Hoover's boldest stroke, the creation of the Reconstruction Finance Corp. in 1932, was too little too late. Authorized to lend money to banks, insurance companies, and other firms, the RFC struck some observers at first as a happy volte-face for Hoover, with government now given a key role in the intended recovery. (Others wondered why bankers, but not the jobless, were now on the dole.) But Leuchtenburg maintains that Hoover enacted the RFC only when the civic-mindedness that he expected from financial and industrial leaders didn't materialize. "Only unwittingly—by revealing the inadequacy of his voluntaristic approach—was Hoover the progenitor of FDR's enlargement of federal authority."

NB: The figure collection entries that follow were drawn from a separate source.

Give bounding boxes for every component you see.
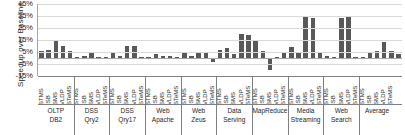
x-tick-label: STeMS [316, 86, 322, 105]
y-tick-label: -5% [20, 60, 33, 68]
group-divider [288, 105, 289, 135]
group-label: MediaStreaming [288, 105, 324, 135]
group-label-line2: DB2 [50, 116, 63, 125]
zero-baseline [38, 58, 402, 59]
bar [54, 41, 58, 58]
tick-group-divider [145, 77, 146, 105]
group-label: DataServing [216, 105, 252, 135]
gridline [38, 4, 402, 5]
y-axis-tick-labels: 45%35%25%15%5%-5%-15% [0, 4, 35, 76]
tick-group-divider [216, 77, 217, 105]
bar [253, 41, 257, 58]
x-tick-label: STMS [38, 88, 44, 105]
group-divider [359, 105, 360, 135]
bar [382, 42, 386, 58]
x-tick-label: STeMS [352, 86, 358, 105]
speedup-bar-chart: Speedup over Baseline 45%35%25%15%5%-5%-… [0, 0, 405, 135]
tick-group-divider [323, 77, 324, 105]
group-label-line1: Web [335, 107, 348, 116]
group-label: WebApache [145, 105, 181, 135]
x-axis-tick-labels: STMSISBSMSVLDPSTeMSSTMSISBSMSVLDPSTeMSST… [38, 77, 402, 105]
group-label-line1: Web [192, 107, 205, 116]
bar [218, 50, 222, 58]
group-divider [252, 105, 253, 135]
y-tick-label: -15% [15, 72, 33, 80]
bar [46, 50, 50, 58]
bar [246, 35, 250, 58]
group-label-line2: Zeus [191, 116, 205, 125]
group-label: MapReduce [252, 105, 288, 135]
x-tick-label: VLDP [131, 89, 137, 105]
x-tick-label: STeMS [102, 86, 108, 105]
x-tick-label: STeMS [280, 86, 286, 105]
group-label-line2: Qry2 [84, 116, 98, 125]
group-label: Average [359, 105, 395, 135]
x-tick-label: VLDP [238, 89, 244, 105]
x-tick-label: VLDP [166, 89, 172, 105]
group-label: DSSQry2 [74, 105, 110, 135]
tick-group-divider [359, 77, 360, 105]
plot-area [38, 4, 402, 76]
x-tick-label: STeMS [387, 86, 393, 105]
group-label-line2: Qry17 [118, 116, 136, 125]
group-label-line1: OLTP [48, 107, 65, 116]
group-label-line1: DSS [85, 107, 98, 116]
tick-group-divider [74, 77, 75, 105]
x-tick-label: STeMS [138, 86, 144, 105]
group-divider [74, 105, 75, 135]
group-divider [145, 105, 146, 135]
gridline [38, 64, 402, 65]
group-divider [109, 105, 110, 135]
group-label-line1: DSS [121, 107, 134, 116]
tick-group-divider [288, 77, 289, 105]
y-tick-label: 15% [18, 36, 33, 44]
y-tick-label: 35% [18, 12, 33, 20]
group-label-line1: Web [156, 107, 169, 116]
group-label-line1: Data [227, 107, 241, 116]
tick-group-divider [252, 77, 253, 105]
gridline [38, 16, 402, 17]
group-divider [323, 105, 324, 135]
group-label: WebSearch [323, 105, 359, 135]
y-tick-label: 5% [22, 48, 33, 56]
group-divider [181, 105, 182, 135]
group-label: OLTPDB2 [38, 105, 74, 135]
x-tick-label: STeMS [245, 86, 251, 105]
group-label-line2: Apache [152, 116, 174, 125]
x-tick-label: VLDP [380, 89, 386, 105]
group-divider [216, 105, 217, 135]
group-label-line2: Search [331, 116, 352, 125]
x-tick-label: STeMS [209, 86, 215, 105]
x-tick-label: VLDP [345, 89, 351, 105]
group-label: WebZeus [181, 105, 217, 135]
tick-group-divider [109, 77, 110, 105]
group-label-line2: Streaming [291, 116, 321, 125]
x-tick-label: VLDP [202, 89, 208, 105]
x-axis-group-labels: OLTPDB2DSSQry2DSSQry17WebApacheWebZeusDa… [38, 105, 402, 135]
bar [225, 48, 229, 58]
x-tick-label: VLDP [59, 89, 65, 105]
x-tick-label: VLDP [95, 89, 101, 105]
tick-group-divider [181, 77, 182, 105]
y-tick-label: 45% [18, 0, 33, 8]
gridline [38, 28, 402, 29]
group-label-line2: Serving [223, 116, 245, 125]
gridline [38, 52, 402, 53]
bar [239, 34, 243, 58]
y-tick-label: 25% [18, 24, 33, 32]
x-tick-label: STeMS [173, 86, 179, 105]
group-label-line1: MapReduce [252, 107, 287, 116]
gridline [38, 40, 402, 41]
x-tick-label: VLDP [309, 89, 315, 105]
group-label-line1: Average [365, 107, 389, 116]
group-label: DSSQry17 [109, 105, 145, 135]
x-tick-label: VLDP [273, 89, 279, 105]
x-tick-label: STeMS [66, 86, 72, 105]
group-label-line1: Media [297, 107, 315, 116]
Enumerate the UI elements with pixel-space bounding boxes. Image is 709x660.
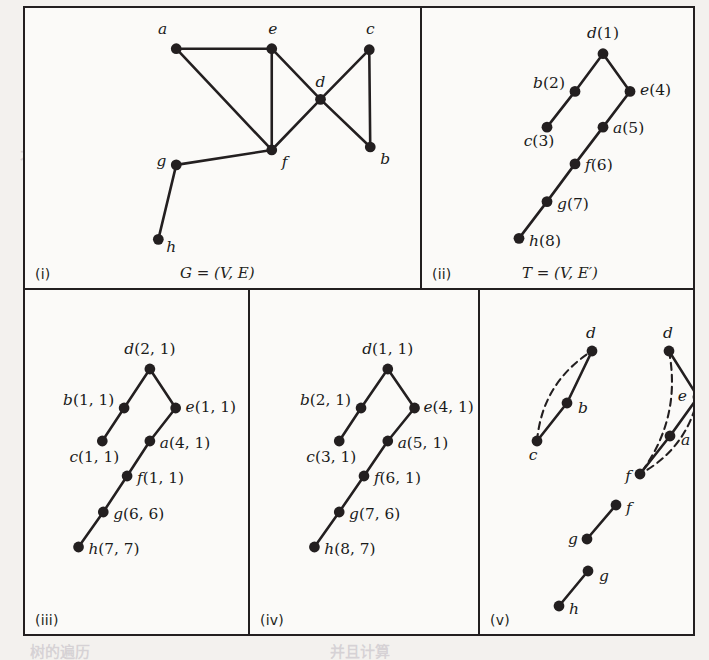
panel-i-caption: G = (V, E) — [180, 264, 255, 282]
graph-node — [153, 234, 164, 245]
graph-node — [554, 601, 565, 612]
node-label: a(5, 1) — [398, 434, 448, 452]
node-group: d(2, 1)b(1, 1)e(1, 1)c(1, 1)a(4, 1)f(1, … — [63, 340, 236, 558]
graph-node — [532, 436, 543, 447]
node-label: g — [568, 530, 578, 548]
node-label: b — [578, 399, 588, 417]
graph-edge — [124, 369, 150, 408]
node-label: f — [624, 467, 634, 485]
graph-edge — [567, 351, 592, 403]
node-label: a(4, 1) — [160, 434, 210, 452]
node-label: c — [366, 20, 375, 38]
node-label: a(5) — [613, 119, 644, 137]
graph-edge — [369, 50, 370, 147]
figure-board: aecdbfgh (i) G = (V, E) d(1)b(2)e(4)c(3)… — [23, 6, 695, 636]
graph-node — [73, 542, 84, 553]
node-label: d(2, 1) — [124, 340, 175, 358]
node-label: d(1) — [587, 24, 619, 42]
graph-edge — [102, 408, 124, 441]
panel-ii-tag: (ii) — [432, 266, 452, 282]
graph-node — [97, 436, 108, 447]
ghost-text: 树的遍历 — [30, 640, 90, 660]
graph-node — [625, 86, 636, 97]
node-label: f — [625, 499, 635, 517]
node-label: b(2, 1) — [300, 391, 351, 409]
node-label: c — [529, 446, 538, 464]
node-label: e — [678, 387, 687, 405]
node-label: h(8, 7) — [324, 540, 375, 558]
node-label: a — [158, 20, 167, 38]
graph-edge — [150, 369, 176, 408]
node-label: h(8) — [529, 232, 561, 250]
graph-node — [359, 471, 370, 482]
panel-iii: d(2, 1)b(1, 1)e(1, 1)c(1, 1)a(4, 1)f(1, … — [25, 290, 250, 634]
graph-node — [598, 122, 609, 133]
graph-node — [334, 436, 345, 447]
graph-edge — [603, 54, 630, 92]
graph-node — [119, 403, 130, 414]
graph-node — [266, 43, 277, 54]
graph-node — [583, 566, 594, 577]
node-label: g(6, 6) — [113, 505, 164, 523]
graph-edge — [575, 54, 603, 92]
node-label: g — [156, 152, 166, 170]
panel-v-tag: (v) — [490, 612, 510, 628]
graph-node — [122, 471, 133, 482]
node-label: b — [380, 150, 390, 168]
panel-ii-tree: d(1)b(2)e(4)c(3)a(5)f(6)g(7)h(8) — [422, 8, 693, 288]
graph-edge — [158, 165, 176, 239]
graph-node — [570, 159, 581, 170]
panel-v-components: dbcdeaffggh — [480, 290, 693, 634]
graph-edge — [272, 99, 321, 150]
node-label: g — [599, 567, 609, 585]
edge-group — [537, 351, 693, 606]
node-label: h — [569, 600, 579, 618]
node-label: g(7, 6) — [349, 505, 400, 523]
graph-node — [409, 403, 420, 414]
graph-edge — [547, 91, 575, 127]
graph-edge — [587, 505, 616, 539]
dashed-arc — [537, 351, 592, 441]
node-label: a — [681, 431, 690, 449]
node-label: f — [281, 153, 290, 171]
graph-node — [382, 364, 393, 375]
graph-node — [664, 346, 675, 357]
panel-i: aecdbfgh (i) G = (V, E) — [25, 8, 422, 290]
node-label: c(1, 1) — [69, 448, 119, 466]
panel-iv-tag: (iv) — [260, 612, 284, 628]
graph-node — [145, 364, 156, 375]
graph-edge — [537, 403, 567, 441]
graph-node — [315, 94, 326, 105]
node-label: g(7) — [557, 195, 589, 213]
graph-node — [266, 145, 277, 156]
graph-node — [98, 507, 109, 518]
graph-node — [309, 542, 320, 553]
graph-node — [365, 142, 376, 153]
node-label: h — [166, 238, 176, 256]
panel-ii: d(1)b(2)e(4)c(3)a(5)f(6)g(7)h(8) (ii) T … — [422, 8, 693, 290]
node-group: dbcdeaffggh — [529, 324, 693, 618]
panel-i-graph: aecdbfgh — [25, 8, 420, 288]
node-label: e — [268, 20, 277, 38]
panel-iii-tree: d(2, 1)b(1, 1)e(1, 1)c(1, 1)a(4, 1)f(1, … — [25, 290, 248, 634]
panel-iii-tag: (iii) — [35, 612, 59, 628]
panel-iv-tree: d(1, 1)b(2, 1)e(4, 1)c(3, 1)a(5, 1)f(6, … — [250, 290, 478, 634]
graph-node — [145, 436, 156, 447]
figure-root: 式。同样，在图中一个顶点的所有的边集合所示的连通图T 是一棵生成对应的树构单调性… — [0, 0, 709, 660]
edge-group — [158, 49, 370, 240]
node-label: e(1, 1) — [186, 398, 236, 416]
graph-node — [542, 122, 553, 133]
node-group: d(1, 1)b(2, 1)e(4, 1)c(3, 1)a(5, 1)f(6, … — [300, 340, 474, 558]
graph-node — [598, 48, 609, 59]
graph-node — [587, 346, 598, 357]
node-label: d — [663, 324, 673, 342]
graph-node — [542, 196, 553, 207]
node-label: e(4, 1) — [423, 398, 473, 416]
node-label: d — [586, 324, 596, 342]
node-label: f(6, 1) — [373, 469, 421, 487]
graph-edge — [176, 49, 272, 150]
node-label: f(6) — [584, 156, 613, 174]
graph-node — [582, 534, 593, 545]
panel-iv: d(1, 1)b(2, 1)e(4, 1)c(3, 1)a(5, 1)f(6, … — [250, 290, 480, 634]
node-label: d — [316, 73, 326, 91]
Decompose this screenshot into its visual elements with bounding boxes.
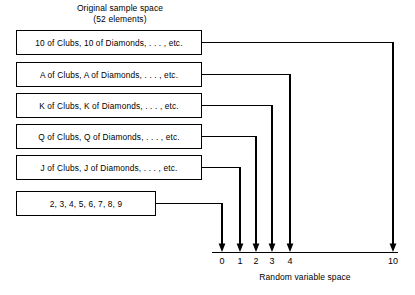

The final straw came when the "bonus army" of impoverished veterans marched on Washington in the spring of 1932 to demand overdue benefits. Hoover deployed the Army, whose commander, Douglas MacArthur, exceeded his orders, not for the last time. The resulting mayhem, captured on newsreels, appalled the nation. Tanks decimated the squatters' encampments while bayonets and tear gas sent the ragtag protesters scurrying. "So all the misery and suffering had finally come to this," recorded one journalist, "soldiers marching with their guns against American citizens." Equally disgusted, though also selfishly pleased, was the Democratic presidential nominee. "Well," said Franklin Roosevelt, "this elects me."

In time, Roosevelt would forge a new role for government in the lives of America's citizens. In 1932, however, the "new deal" that he promised was vague even to him; the details, like the capital letters, would come later. Still, Roosevelt understood something Hoover didn't. As governor of New York, he urged the state legislature to furnish monetary relief "not as a matter of charity but as a matter of social duty" and as a means to "restore that close relationship with its people which is necessary to preserve our democratic form of government."

Hoover remained an unregenerate anti-New Dealer until his death in 1964, at age 90; he fumed in his final years that John F. Kennedy was espousing "socialism disguised as a welfare state." Yet Hoover at times showed glimmers of awareness that his failure had been a simple one—an inability to serve the people as the president should. "Democracy," he once grumbled to an aide, "is a harsh employer."